A Matter of Continuity
When I began writing Home to Beulah in the fall of 2023, I had no idea that it would morph into a series. Yet, here I am, less than three years later, putting the finishing touches on the fourth title, which I’m calling Snoqualmie Bound. In writing this particular book, I find that I’m constrained by facts, names, dates, and events I’ve mentioned in previous books.
A good example occurs at the beginning of my most recent novel, The Murder of Rhoda Jones. In it a character discovers a wartime letter published in the January 1940 issue of The Benzie Banner. Here it is, as written:
January 1940
The Benzie Banner
Mrs. Allen Hopkins has shared the following letter from her friend Miss Chloe McGrath, who is working as a nurse in the southeast of England.
Dear Grace,
I’m snatching a few moments between shifts to write. If you think that nursing in a once-medieval castle was at all romantic, you can think again! Laundry is laundry anywhere you go. Deep down, the other nurses and I know we’re making a difference, but when we’re coming off a double shift, too tired to move, it’s hard to realize that.
Being where we are [redacted] we’re especially vulnerable to the ever more frequent bombing raids by the Germans. I think their pilots must need glasses; the bombs usually go far astray.
Thank you for the Christmas box you sent. I shared the goodies with the other nurses but did keep the chocolate and the dried cherries for myself.

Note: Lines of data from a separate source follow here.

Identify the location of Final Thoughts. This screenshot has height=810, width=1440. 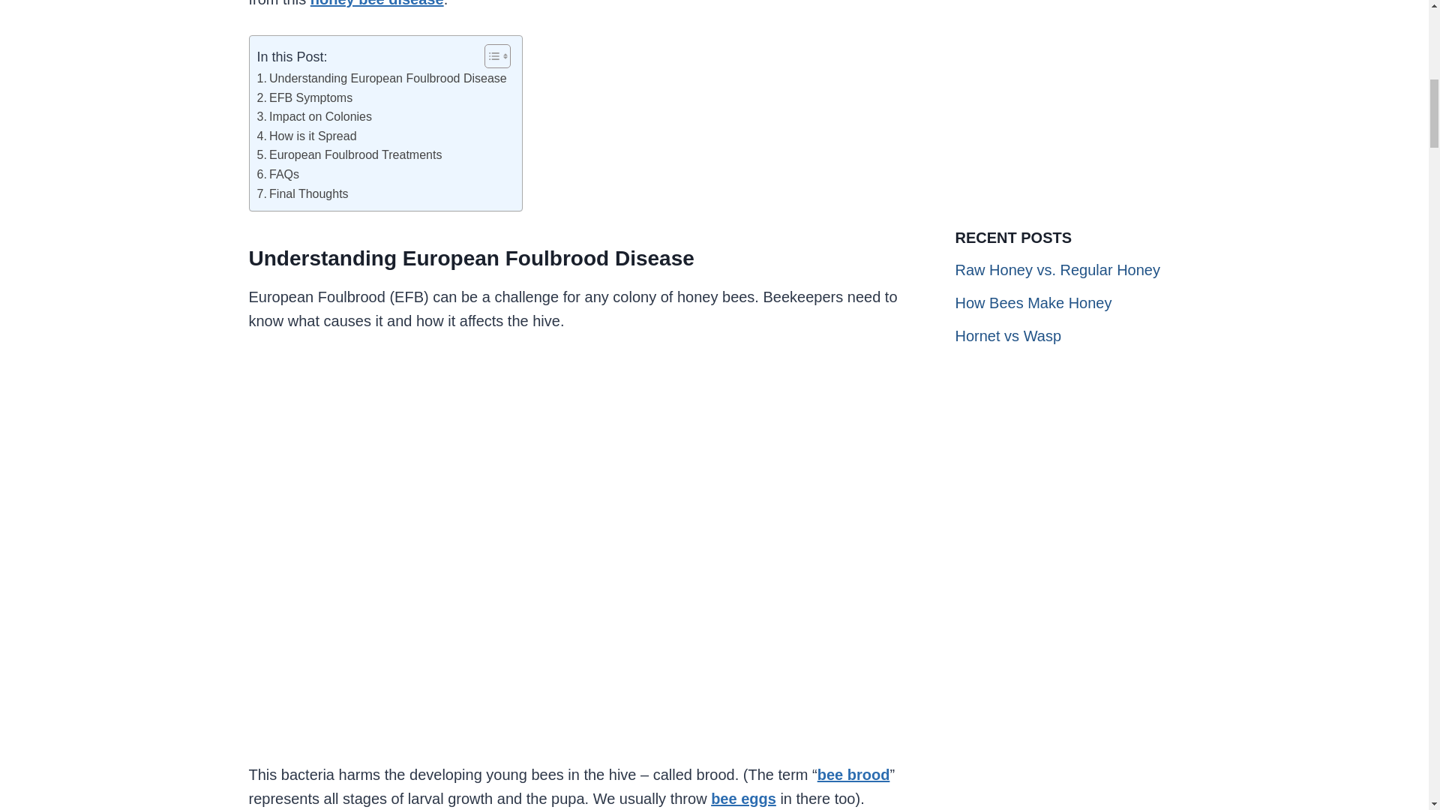
(301, 194).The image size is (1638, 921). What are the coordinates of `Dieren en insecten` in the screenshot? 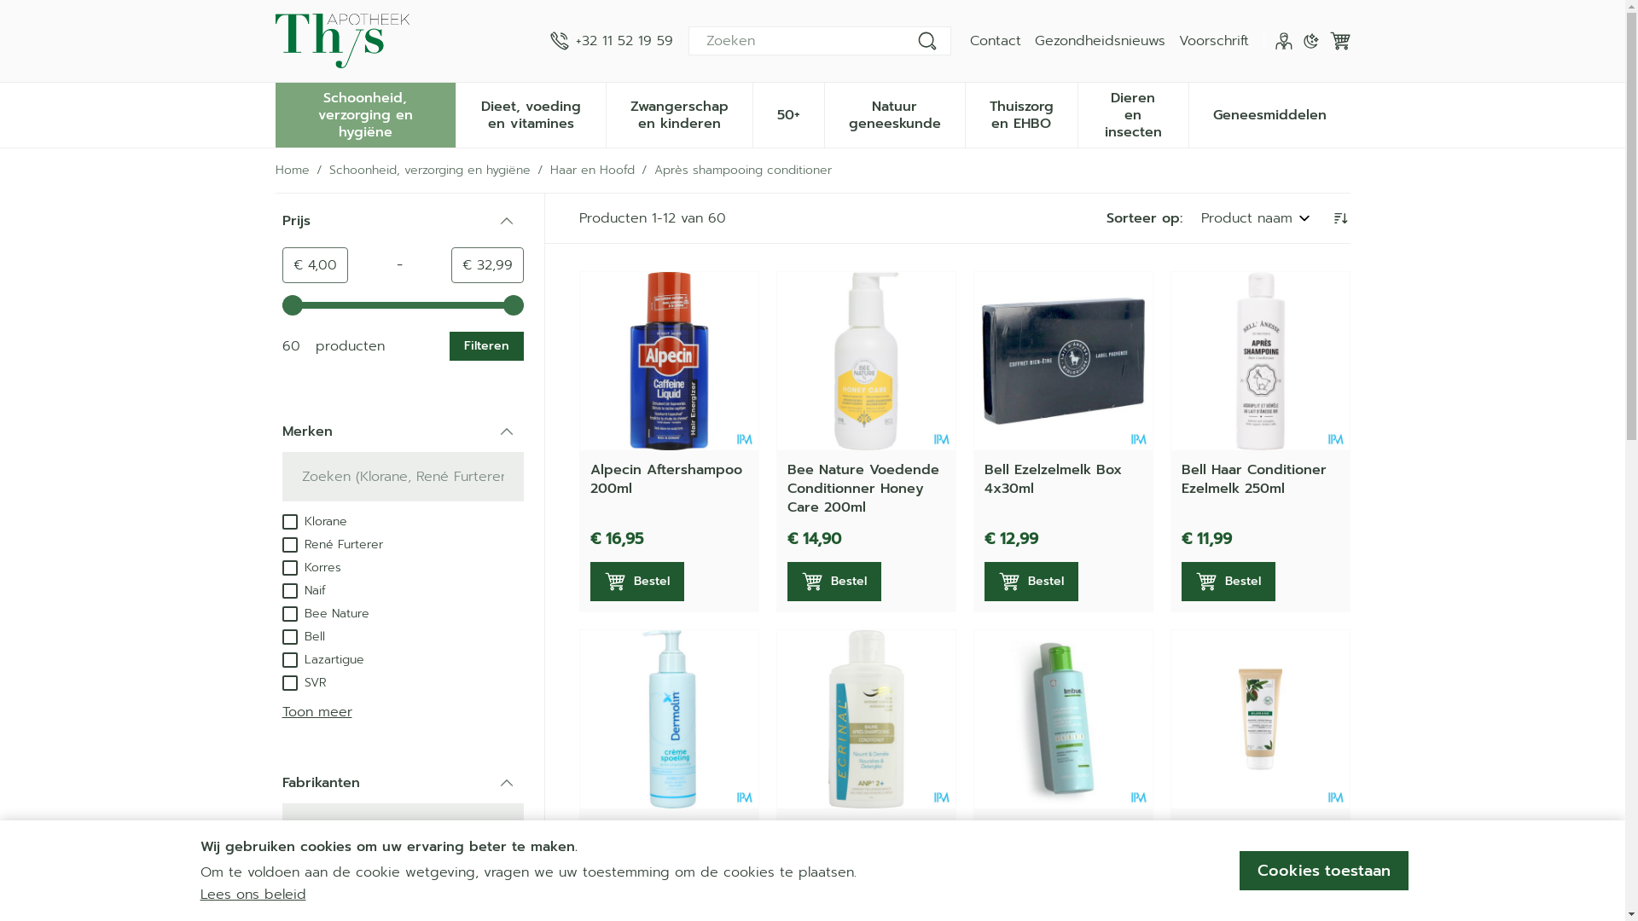 It's located at (1133, 113).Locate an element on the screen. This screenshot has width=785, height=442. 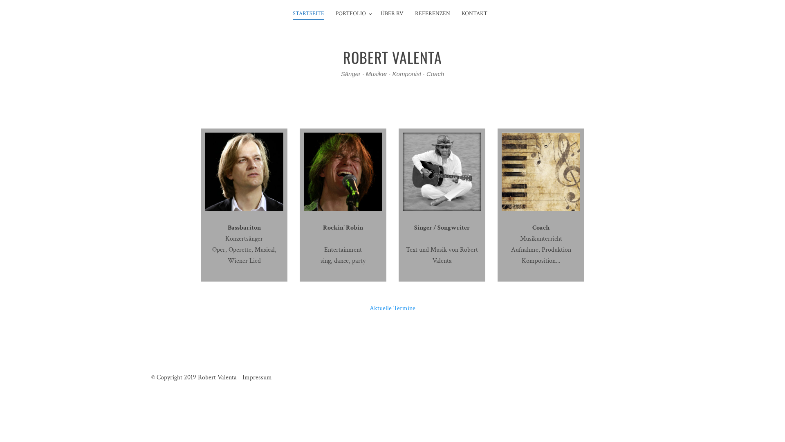
Aktuelle Termine is located at coordinates (392, 308).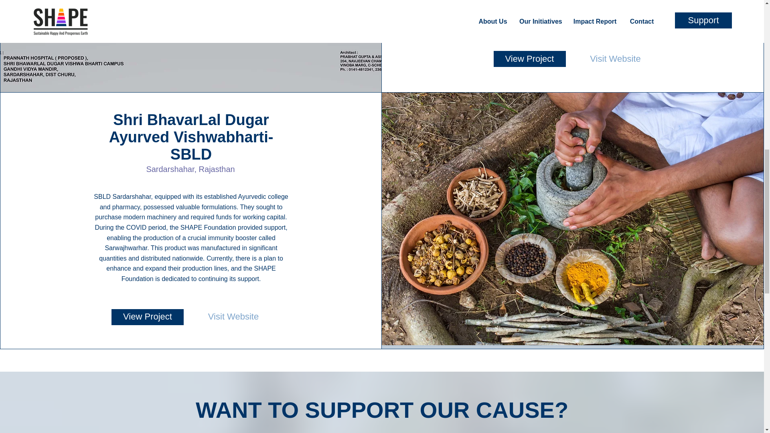 The width and height of the screenshot is (770, 433). What do you see at coordinates (530, 59) in the screenshot?
I see `View Project` at bounding box center [530, 59].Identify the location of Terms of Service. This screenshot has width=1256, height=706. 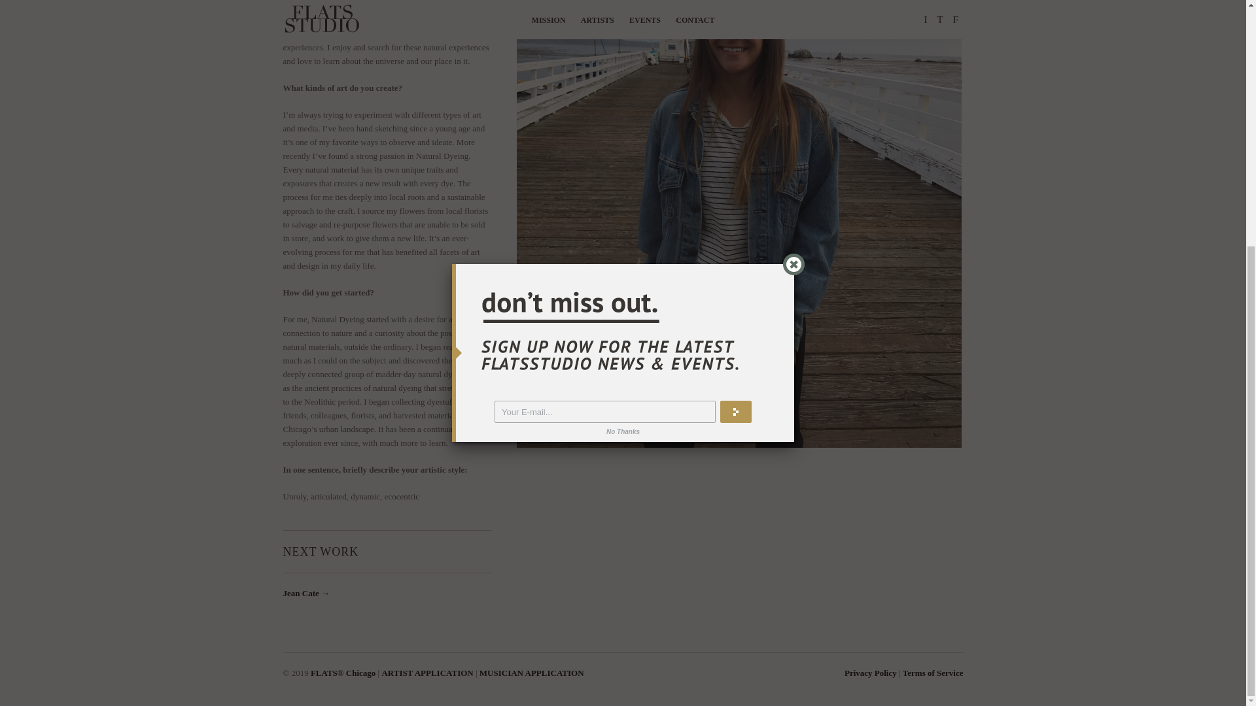
(933, 672).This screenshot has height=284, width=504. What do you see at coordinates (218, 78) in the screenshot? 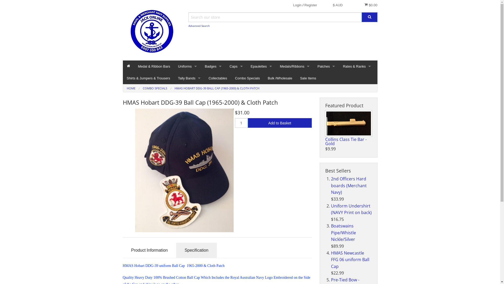
I see `Collectables` at bounding box center [218, 78].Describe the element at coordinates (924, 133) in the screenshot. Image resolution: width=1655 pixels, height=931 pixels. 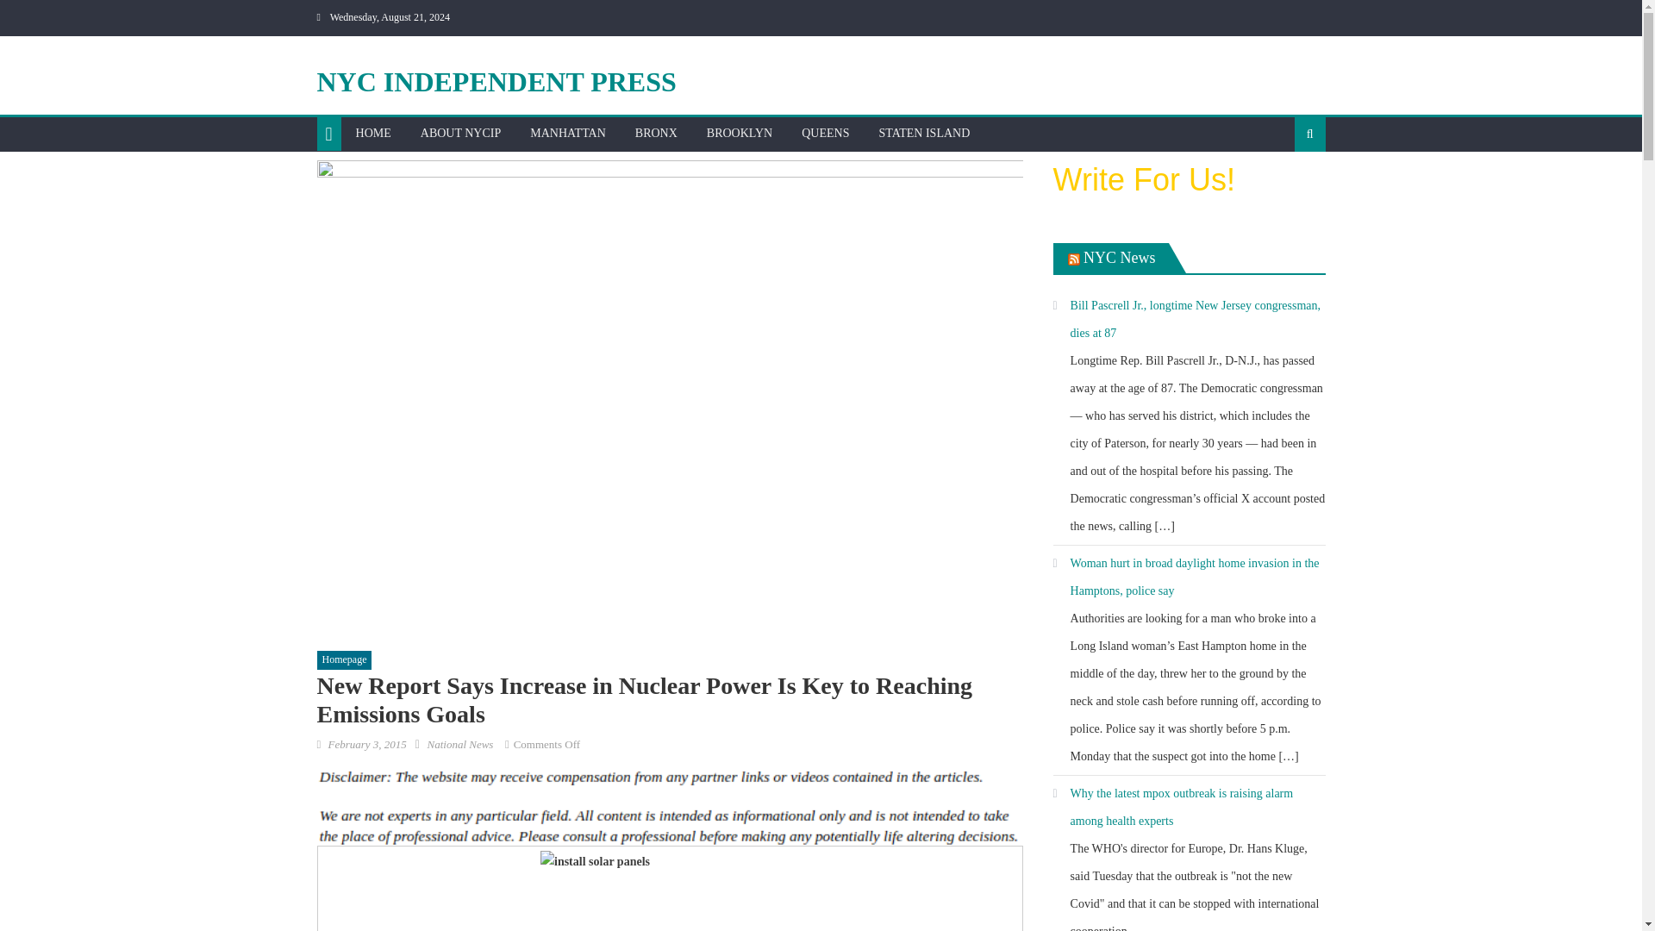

I am beyond grateful to you for sending me my copy of Mary Poppins – I can tell, this is a book I can get lost in, which is badly needed nowadays.
Grace, do you remember the run-in we had with the bear in the U.P. twenty years ago? I could wish for such a fright again; it pales compared to the daily terrors we face here. But I survived that terror, and I’ll survive this one, too.
I hesitate to mention it, for fear of jinxing something, but I’ve met someone I fancy. I’ll tell you more in my next letter, but I vow I’ve never felt this way about anyone before. He’s an English fighter pilot who was here recuperating and has since gone back to his unit.
How I long for a glimpse of Crystal Lake, or a piece of pie from the Cherry Hut!
Gotta go, Love always,
Hugs to you and your family,
Chloe
This letter introduces the information that Chloe McGrath, Grace Hopkins’ best friend, worked overseas as a nurse during World War II. I’ve had to work around that letter in several ways:
Chloe actually meets this “someone” on the ship voyage to England in 1935. As someone suggested to me, meeting him at the hospital does NOT mean she met him for the first time there!
I’m also bound in what I write about what happened in the southeast of England during the years 1935 to 1940. For example, I wanted a certain cottage bombed in 1938, but had to change it to 1940 to fit historic facts.
At the end of my second novel, North to Naubinway, I have several family members visiting the Benzonia Township Cemetery, and so I am bound to work around the names and dates I’ve already established.
The next book in the series, tentatively titled Journey to Benzonia is a fictional account of the Congregationalists and their settlement of Benzie County, Michigan. I’m going to (finally!) spice it up with a DNA mystery or two!